Yipes, I invited Cassie to come over and see what will have to pass for a Saturday sky on a day like today and I am shkirt-ting it pretty damn close.Skyskeins2_1

Today was a dye run at what it is about variegated yarns that don't do it for me when they're knit up (6 minutes to 12:00, type damn you), in Sky blues in honor of Saturday. I've narrowed it downSkyswatchstface, I think it's the value contrasts. Even on the garter face where they blend a bit moreSkyswatchgface_1 it ISN"T GOOD ENOUGH.

Too harsh. More blending. I'm looking for something with some subtlety. More than a gradient, less than the dogs dinnner.

12:00, damn.

Geography

Koiguatlas_1

It all began very innocently. A lovely afghan for my mom in the pattern my grandmother had used for the afghans she'd made for my dad, sister and myself (mine is in 3 shades of lime green - jealous?). A few years ago I'd used the feather/fan pattern to run one up for my brother(reds). Now it was mom's turn. Her birthday was coming up, did I have any other bright ideas? nope. damn.
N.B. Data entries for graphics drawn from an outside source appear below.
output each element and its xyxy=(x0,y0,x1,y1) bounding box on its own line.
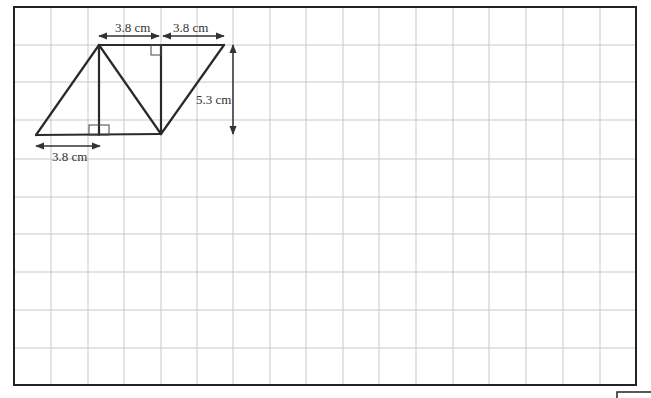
right-angle-mark-top xyxy=(151,45,161,55)
label-top-left-width: 3.8 cm xyxy=(115,20,150,35)
label-bottom-width: 3.8 cm xyxy=(52,149,87,164)
label-top-right-width: 3.8 cm xyxy=(173,20,208,35)
corner-bracket xyxy=(617,392,651,398)
label-height: 5.3 cm xyxy=(196,92,231,107)
diagram-canvas: 3.8 cm 3.8 cm 5.3 cm 3.8 cm xyxy=(0,0,651,398)
left-slant-edge xyxy=(36,45,99,135)
grid-border xyxy=(14,7,636,385)
parallelogram-figure xyxy=(36,45,224,135)
right-slant-edge xyxy=(161,45,224,134)
diagonal xyxy=(99,45,161,134)
grid xyxy=(14,7,636,385)
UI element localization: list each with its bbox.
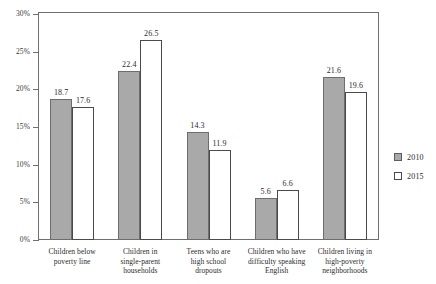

Mom's a painter, mom does landscapes, mom used to take me field sketching when I was a tot. When asked her favorite color she replies "Oh, I like 'em all". I thought I'd just run up a rainbow to settle her hash.

Koigu has all those nice colorways. Hmm, an afghan on 3's. Ah, what the heck, ya only have one mom and she's a lot of fun.

Well, Koigu has MOST of the colors in the rainbow - or MLYS carries most of their colors + white. Dyeing stuff pays my bills. Looks like I could emulate Maie Landra's approach and fill in the missing hues. And so it began.

It …got …a… little …out… of… hand.

Knit a little, dye a little, knit some more. Keep going, onward - ever onward … water … gasp … choke … scrape … drag … 2,000 knitting hours later what you're looking at is 27 skeins of the stuff (wonderful stuff, I love working with this yarn. The feel of it running through my fingers, the finished fabric, the washability of it - it isn't marketed here in the states as washable wool but I'll tell you a little secret … throw that stuff in the dryer baby, no points off). I filled in slightly less than half of the colors. It's ombréd with alternating rows to move the color changes along.

That puppy is huge. It's 8 (eight) feet long, it's a good 5 feet wide. It is built for napping, bring a friend. Afghan? Hell, it's the entire country. It's a g.d. topographical map, with rivers.

Friend "G" suggests it would make a nice Gay Pride burka.

It was a little tough to give it away … the siren song of all of those colors … perdition

Hats

  • Portraitof "M"
    Never insist on having your own way. Merely have it, and say nothing."

Socks

  • Socks that house knit
    I am a sock machine. Not that I churn them out, no, but in the way I wear them, multiple pairs at a time when on location, with toe warmers. Love me some wind chill. Warm ankles go a long way towards happiness.

Bugs

  • Beetle for the boy
    Sometimes they're drawn or painted. Sometimes they're 3-d and scrunchy. They belong on the ground and are made to play with.